There are the official stories that we tell ourselves about constitutional democracy and citizen rights -- and then there are the ugly political realities of the struggle against unaccountable power. Gary Ruskin, a veteran activist (most recently in the California voter initiative for GMO labeling), shines a bright light on the latter in a new report, Spooky Business: Corporate Espionage Against Nonprofit Organizations (pdf file), just published by Essential Information.
Ruskin’s report exposes a world about which we have only fragmentary, accidental knowledge. But enough IS known to confirm that large corporations carry out a broad range of corporate espionage activities against citizen activists for exercising their constitutional rights (to petition their government for change and to publicly speak out on public policies). 

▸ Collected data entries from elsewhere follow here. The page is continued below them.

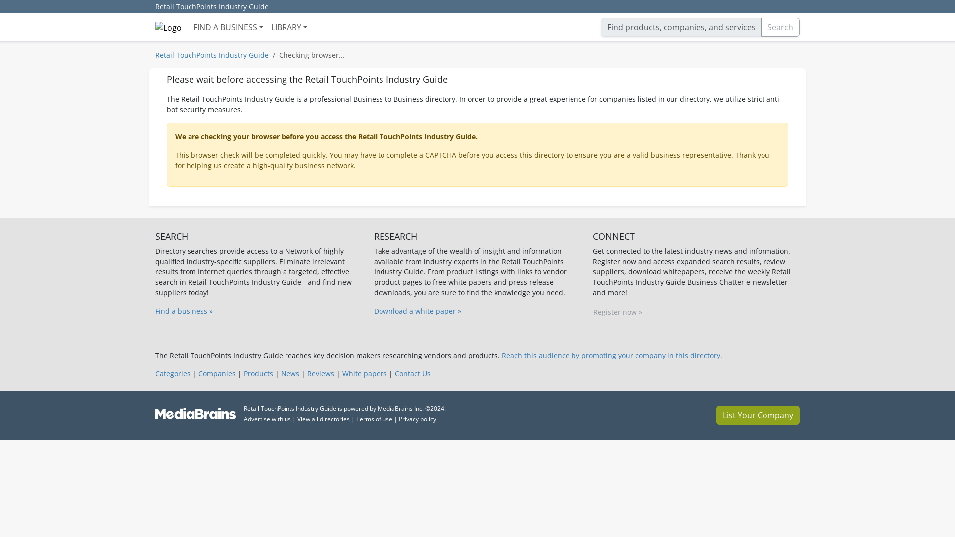 The image size is (955, 537). What do you see at coordinates (172, 374) in the screenshot?
I see `Categories` at bounding box center [172, 374].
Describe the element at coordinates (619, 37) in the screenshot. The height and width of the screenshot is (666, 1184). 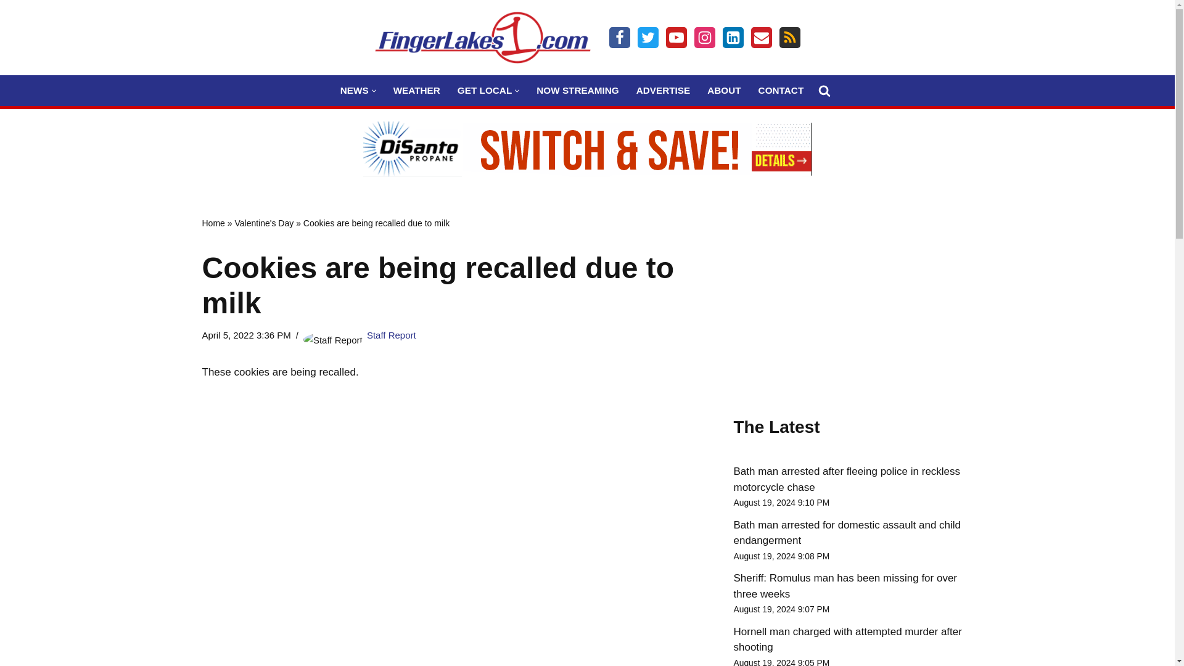
I see `Facebook` at that location.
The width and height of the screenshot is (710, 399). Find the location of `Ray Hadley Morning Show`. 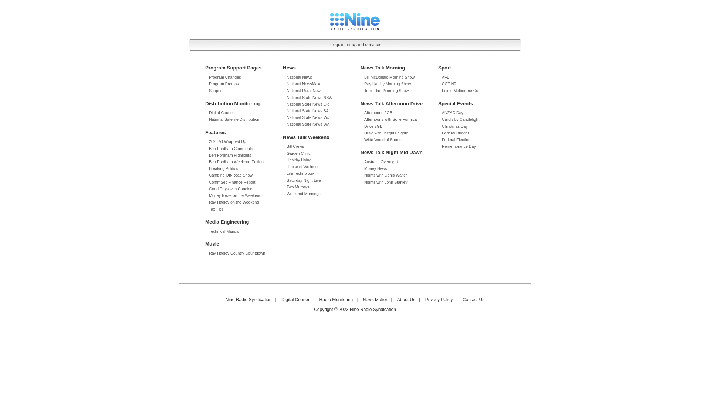

Ray Hadley Morning Show is located at coordinates (388, 84).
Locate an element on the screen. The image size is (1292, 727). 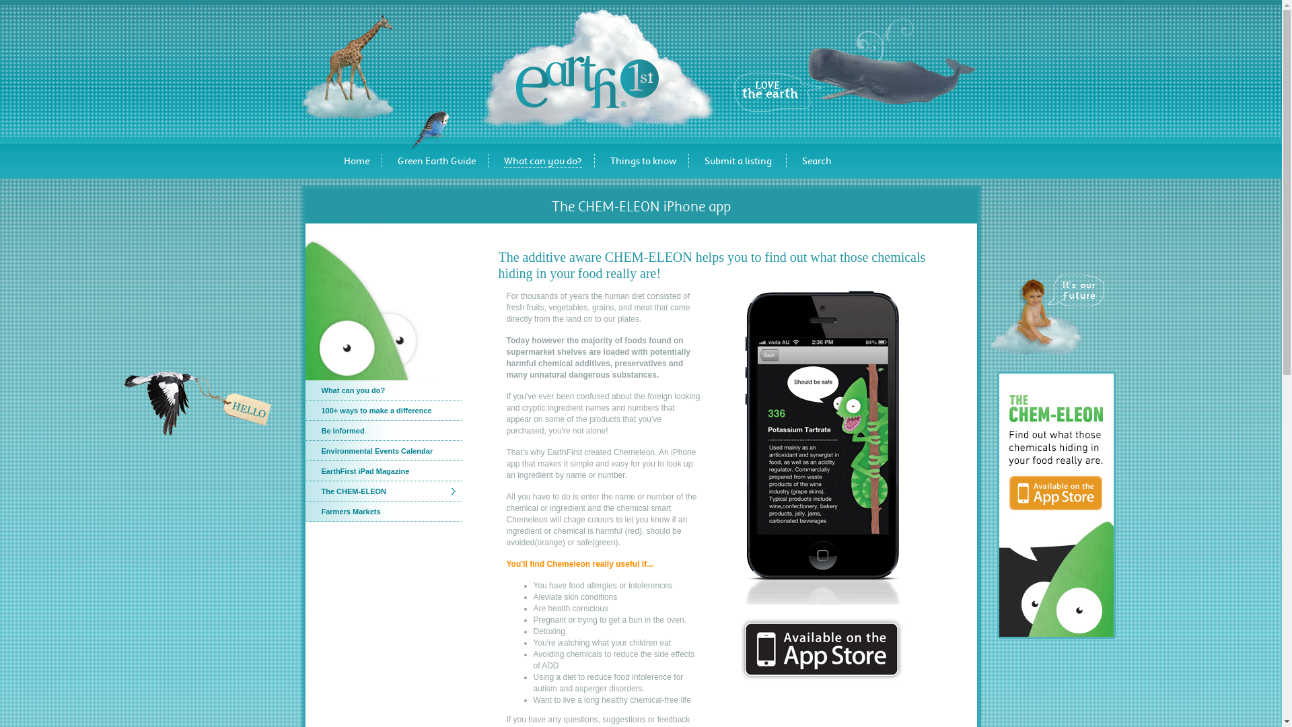
Things to know is located at coordinates (642, 163).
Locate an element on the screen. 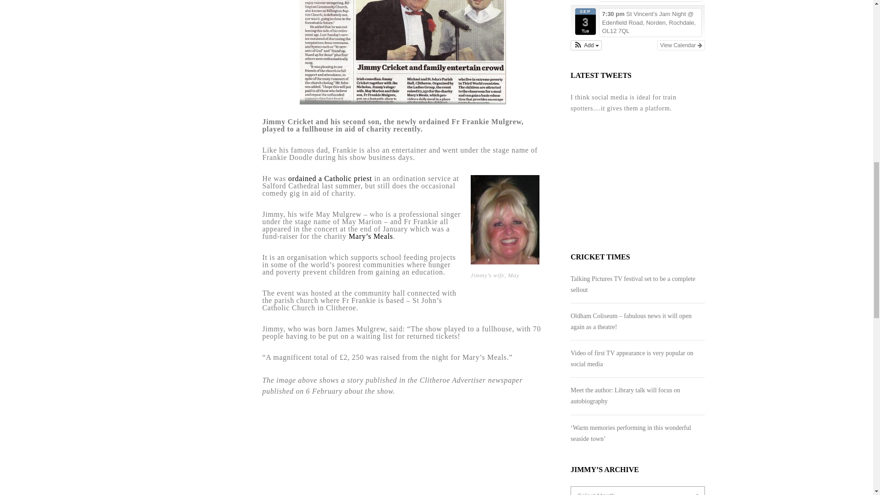  ordained a Catholic priest is located at coordinates (331, 179).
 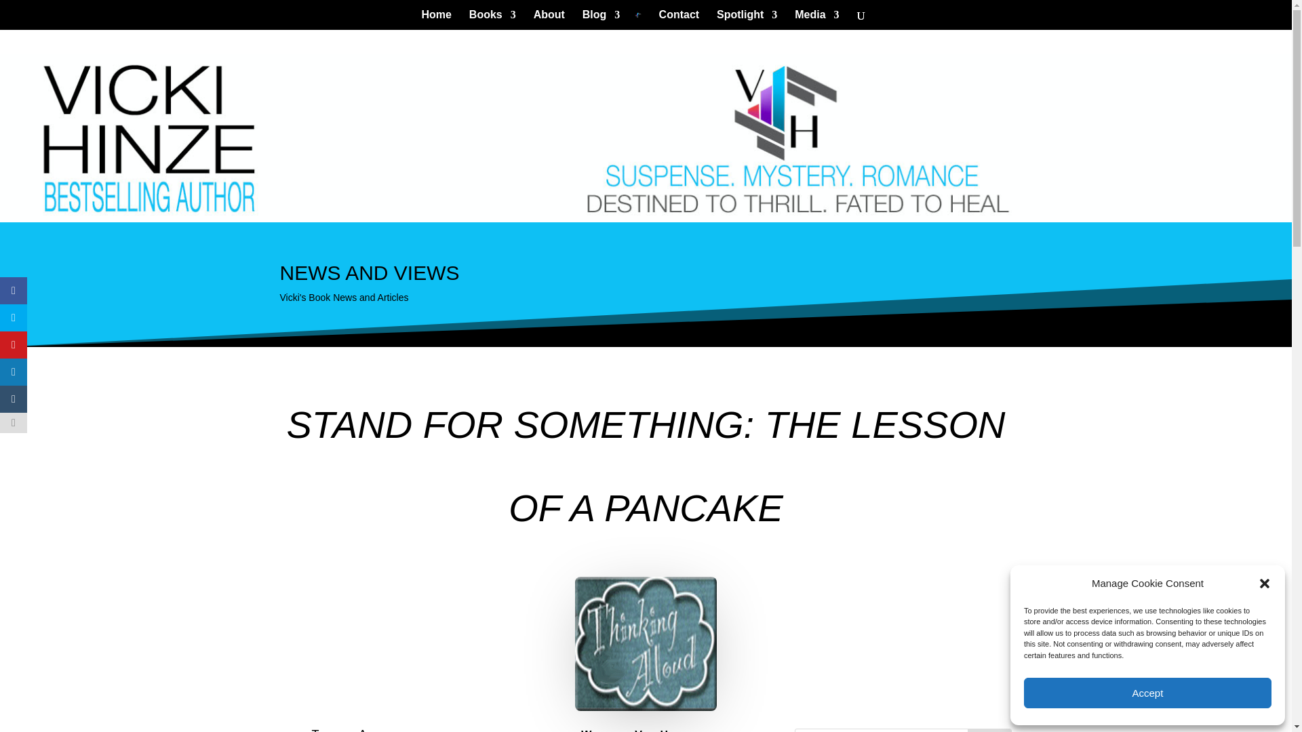 I want to click on Blog, so click(x=601, y=20).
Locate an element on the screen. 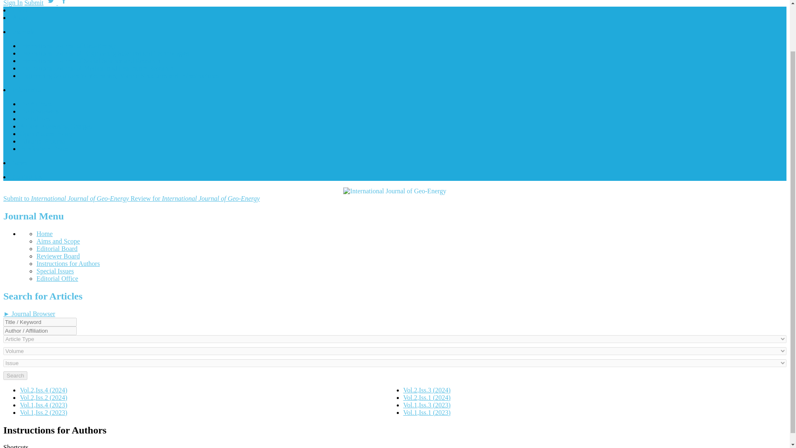  Special Issues is located at coordinates (55, 271).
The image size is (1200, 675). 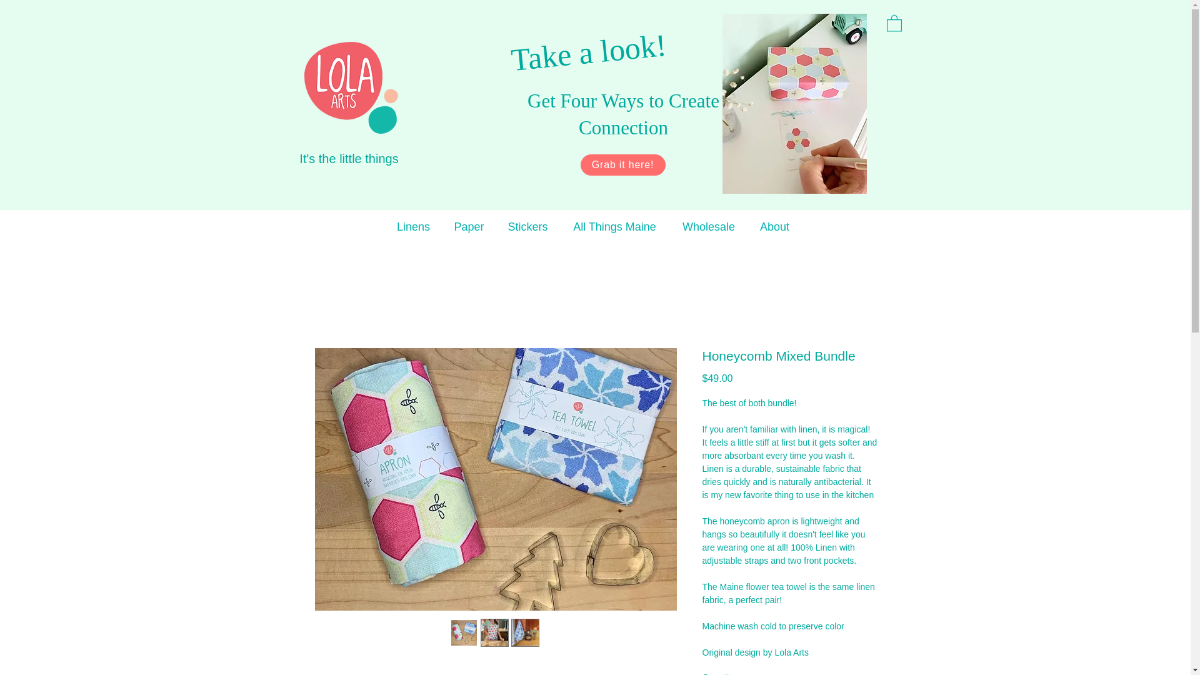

“The corporate capacity for espionage has skyrocketed in recent years,” writes Ruskin. “Most major companies now have a chief corporate security officer tasked with assessing and mitigating ‘threats’ of all sorts – including from nonprofit organizations. And there is now a surfeit of private investigations firms willing and able to conduct sophisticated spying operations against nonprofits.” Many of these “security” personnel are former intelligence, military and law enforcement officers who once worked for the Central Intelligence Agency (CIA), National Security Agency (NSA), US military, Federal Bureau of Investigation (FBI), Secret Service and local police departments.
None of this should be entirely surprising. The early labor movement in the US was often illegally attacked and infiltrated by Pinkerton thugs. In 1965, General Motors notoriously hired private detectives to investigate Ralph Nader’s private life and try to dig up incriminating information about him. Nader, then a 31-year-old unknown, had just published a book, Unsafe at Any Speed, which exposed the designed-in dangers of automobiles. The revelation of GM’s tactics and its awareness of its cars’ defects unleashed a ferocious backlash, enough to make Nader a famous crusader and to spur enactment of a new federal agency to regulate auto safety. More recently, police and corporate infiltration of the Occupy movement has occurred. (David Graeber’s recent book, The Democracy Project, has some good accounts of this. See also The Progressive magazine.)
While Ruskin concedes that his accounts represent only “a few snapshots, taken mostly at random arising from brilliant strokes of luck,” his report documents an alarming range of acts of corporate espionage or planned espionage. Among the highly unethical and/or illegal acts committed: surveillance, infiltration, manipulation and dirty tricks.


The idea is that Internet users could use the TLDs to access various aspects of city life by using them in creative ways. Instead of having to rely on Google to search for museums in New York (which would yield thousands of not-very-well-organized listings), you could use museums.nyc and find everything laid out more intelligently. Or if you were new to Brooklyn Heights, you could go to brooklynheights.nyc and find all sorts of civic, community and commercial website listings for that neighborhood – the library, recycling resources, parking rules, links to relevant city officials. And yes, the businesses. The possibilities are endless -- and potentially enlivening for a city.
The report consists of abbreviated versions of all ten keynote talks; brief summaries of the stream discussions; short overviews of each of the side events (with contact information for the hosts); a guide to the wiki resources on commons and economics; and an account of the Francophone network of commoners. Videos of the keynote talks have been posted 
Now we are the midst of a veritable explosion of commons mapping projects. In October alone, there have been two loud thunderclaps of activity along these lines -- the
aficionado, her most recent ink job features her pup Joey riding a blue Schwinn, tennis ball in mouth. She makes her ravioli from scratch.”